German architect GMP triumphs over ZHA and Jean Nouvel

Zaha Hadid Architects and Jean Nouvel have been beaten by German architect GMP in a competition to design a concert hall in China.

GMP also beat Aedas and Nikken Sekkei to land the 140,000sq m Urban Concert Hall project in Chengdu.

The project, for a site opposite Sichuan University, contains two venues – a 1,600-seat opera hall and a 1,000-seat concert hall.

Architect’s view

Chengdu is considered one of the most attractive large cities in China. Public life in the streets is characterized by the city’s still vibrant tea-house culture, in particular in the historic centre with its urban fabric consisting of a network of wide and narrow lanes (“Kuan-Zhai Xiangzi”), which accounts for the metropolis’ unique character.

It is this specific local structure which inspired the motif for the design of the Urban Concert Hall; with its opera and concert halls, an art hotel, and other functions, it takes the shape of an urban ensemble of several volumes gathered on a shared podium, which settles into its neighbourhood like a piece of a puzzle and, at the same time, generates presence and recognisability in the urban space.

The site is located opposite Sichuan University in an organically grown neighbourhood to the south-east of the city centre, right next to the prestigious Sichuan Conservatory of Music. Visitors and passers-by can use the main entrance to gain access to the foyer areas within the podium or can use the wide, open steps to walk on top of the podium, which is linked to the urban neighbourhood via four additional sets of steps and also provides access to all functions.

Both halls – the opera hall with 1,600 seats and the concert hall for an audience of 1,000 – appear as sculptural volumes featuring colours typical of public buildings in the region.  They are shrouded in a delicate, copper-coloured web, which offers a reference to the craft of bamboo braiding common in Sichuan province. Another theatre hall is integrated in the podium, thus making space for public pathways and spaces within the tight confines of the site. In contrast to the venue buildings, the podium area has been finished in dark grey natural stone, replicating the colour of the local grey brick and thereby providing another reference to the building culture of the region.
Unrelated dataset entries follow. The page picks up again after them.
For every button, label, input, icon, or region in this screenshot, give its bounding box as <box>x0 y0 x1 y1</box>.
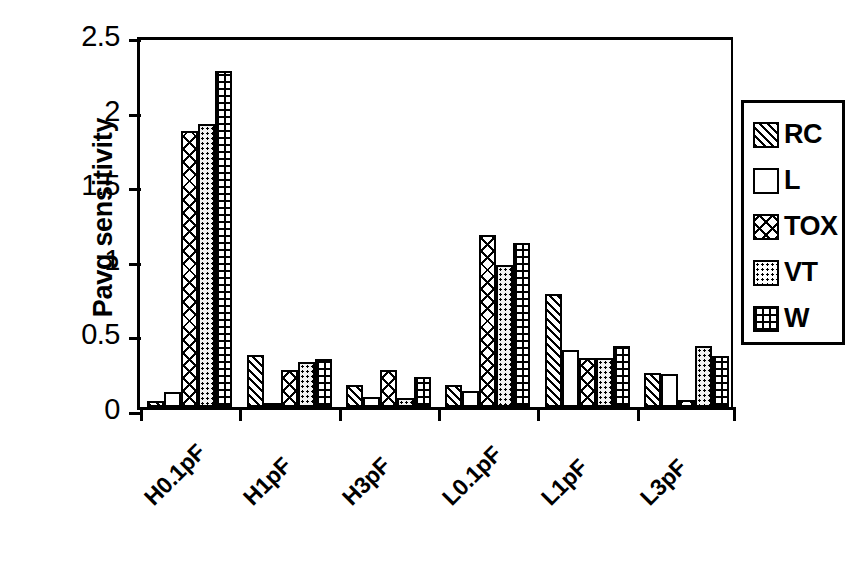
legend-item-tox[interactable]: TOX <box>753 204 842 249</box>
bar-w-l3pf <box>712 356 729 407</box>
bar-l-l1pf <box>562 350 579 407</box>
x-axis-tick-label: H3pF <box>337 452 396 511</box>
bar-w-h3pf <box>414 377 431 407</box>
bar-l-h0-1pf <box>164 392 181 407</box>
bar-vt-h1pf <box>298 362 315 407</box>
bar-vt-l3pf <box>695 346 712 407</box>
bar-w-l0-1pf <box>513 243 530 407</box>
x-axis-tick-mark <box>733 407 736 421</box>
y-axis-tick-mark <box>129 114 141 117</box>
x-axis-tick-mark <box>239 407 242 421</box>
bar-w-l1pf <box>613 346 630 407</box>
legend-swatch-l-icon <box>753 168 779 194</box>
legend-label: L <box>784 167 800 194</box>
x-axis-tick-label: L1pF <box>536 454 593 511</box>
legend-item-l[interactable]: L <box>753 158 842 203</box>
y-axis-tick-label: 0 <box>44 395 120 424</box>
bar-rc-l0-1pf <box>445 385 462 407</box>
bar-tox-h3pf <box>380 370 397 407</box>
bar-rc-l3pf <box>644 373 661 407</box>
bar-l-l3pf <box>661 374 678 407</box>
x-axis-tick-mark <box>339 407 342 421</box>
bar-l-h3pf <box>363 397 380 407</box>
legend: RCLTOXVTW <box>741 100 845 345</box>
bar-tox-l0-1pf <box>479 235 496 407</box>
x-axis-tick-label: L0.1pF <box>437 441 507 511</box>
legend-label: RC <box>784 121 822 148</box>
x-axis-tick-mark <box>438 407 441 421</box>
x-axis-tick-label: H1pF <box>238 452 297 511</box>
x-axis-tick-label: H0.1pF <box>139 439 211 511</box>
x-axis-tick-mark <box>140 407 143 421</box>
legend-label: W <box>784 305 809 332</box>
y-axis-tick-mark <box>129 337 141 340</box>
legend-label: VT <box>784 259 818 286</box>
x-axis-tick-mark <box>637 407 640 421</box>
y-axis-tick-label: 1 <box>44 246 120 275</box>
y-axis-tick-mark <box>129 188 141 191</box>
bar-rc-h1pf <box>247 355 264 407</box>
bar-tox-l3pf <box>678 400 695 407</box>
x-axis-tick-mark <box>537 407 540 421</box>
bar-vt-l1pf <box>596 358 613 407</box>
bar-rc-l1pf <box>545 294 562 407</box>
legend-swatch-tox-icon <box>753 214 779 240</box>
y-axis-tick-labels: 2.521.510.50 <box>44 0 120 567</box>
bar-w-h1pf <box>315 359 332 407</box>
bar-tox-h0-1pf <box>181 131 198 407</box>
legend-swatch-w-icon <box>753 306 779 332</box>
bar-vt-h0-1pf <box>198 124 215 407</box>
legend-label: TOX <box>784 213 838 240</box>
y-axis-tick-label: 2.5 <box>44 22 120 51</box>
y-axis-tick-label: 2 <box>44 97 120 126</box>
legend-item-vt[interactable]: VT <box>753 250 842 295</box>
x-axis-tick-label: L3pF <box>635 454 692 511</box>
bar-w-h0-1pf <box>215 71 232 407</box>
y-axis-tick-mark <box>129 263 141 266</box>
y-axis-tick-label: 0.5 <box>44 320 120 349</box>
bar-rc-h0-1pf <box>147 401 164 407</box>
bar-rc-h3pf <box>346 385 363 407</box>
bar-l-h1pf <box>264 403 281 407</box>
y-axis-tick-mark <box>129 39 141 42</box>
bar-tox-h1pf <box>281 370 298 407</box>
bar-vt-h3pf <box>397 398 414 407</box>
bar-vt-l0-1pf <box>496 265 513 407</box>
legend-item-rc[interactable]: RC <box>753 112 842 157</box>
plot-area <box>137 37 733 410</box>
bar-tox-l1pf <box>579 358 596 407</box>
bar-l-l0-1pf <box>462 391 479 407</box>
legend-swatch-rc-icon <box>753 122 779 148</box>
y-axis-tick-label: 1.5 <box>44 171 120 200</box>
legend-item-w[interactable]: W <box>753 296 842 341</box>
legend-swatch-vt-icon <box>753 260 779 286</box>
bars-layer <box>140 40 731 407</box>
The smaller buildings of the art training centre, the art gallery and the art hotel tower feature the same materials, as do the foyer areas, so that the inside appears like a continuation of the outside space.

In total, the offset arrangement of the building volumes generates a network of narrow and wider spaces around the central City Music Plaza. With the adjoining open air auditorium – which rises above the main entrance in the form of a grandstand – and a tea-house and other functions, the ensemble creates a public area which, with its diverse spaces and amenities, invites the public to stay a while.